In the book, Phoebus is best described as a weasel. Like Reverend Dimmesdale in The Scarlet Letter, he doesn’t have the cojones to truly be a bad guy. He does bad things in a moment of weakness and either doesn’t own up to them, or blames his weaknesses, or blames other people for not taking his weaknesses into account. Phoebus, however, is so much more painfully well-wrought than Dimmesdale is. No other character in literature filled me with such pathetic disgust like he did. When people talk about what they would do if they could magically travel inside one of their favourite books and meet its characters, I don’t think of Captain Corelli’s Mandolin, or Winter’s Tale, or any of the “Black Company” books, or even hanging out in a tavern in Lankhmar with the Grey Mouser and his companion. I think of how sweet it would be to step inside 15th Century Paris, find Captain Phoebus, and just smack the everloving shit out of him. No character deserves it more than he does.

So fast-forward to the mid-nineties, when I see a trailer for the Disney movie. True, I’d been a little disappointed with Pocahontas, (who wasn’t?) but the movies that Disney had been putting out since 1989 (The Little Mermaid, The Rescuers Down Under, Beauty and the Beast, Aladdin) were stunning enough for me to look forward to what they were going to do with perhaps my favourite French Gothic novel. And then I saw a toy commercial for the movie, and amidst the other plasticized characters, the announcer pointed out “Brave Phoebus.”

Brave Phoebus.

This was a character that perhaps caused most of the bad things in the novel to happen, was too weaselly to do anything about it, and still somehow came out ahead in the end.

Of course, the little cynic that I keep locked in a trunk in the back of my head piped up, “Well, of course they had to make him the hero. God Forbid they make a hero out of the ugly deaf guy. I mean, really… what would that teach our children?”

I’ve never seen any direct evidence that that was the direct cause of Phoebus’ transformation but everything else that Disney’s done since then (like Merida‘s makeover from self-sufficient warrior tomboy to glamourized, sexualized, properly keeping to her own place Disney Princess) hasn’t disproved my hypothesis.

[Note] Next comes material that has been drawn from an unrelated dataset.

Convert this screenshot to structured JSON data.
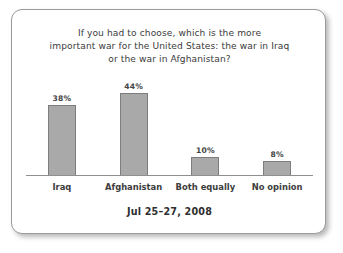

This is why us writers and artists and creators need to produce quality stories about quality people, adults and children. Real people. Warts and body odor and clumsiness, along with accidental good deeds, kind eyes, and a way of occasionally doing the right thing. (The cynical movement in literature and film is just as naïve and detached from reality as the Polyanna-esque ‘everything is sunshine and rainbows and unicorn farts movement.) Even though it may be one day Disneyfuc’d into something barely resembling its origin, the stories need to be there. And once the story’s out there, flip it over and tell it from another point of view. Or tell it backwards. Or tell a realistic version of a magical tale or vice-versa. The slippery plastic sheen of homogenous popular culture may always be more visible, but people are always willing to dip beneath it for the good stuff, if you give them a reason to.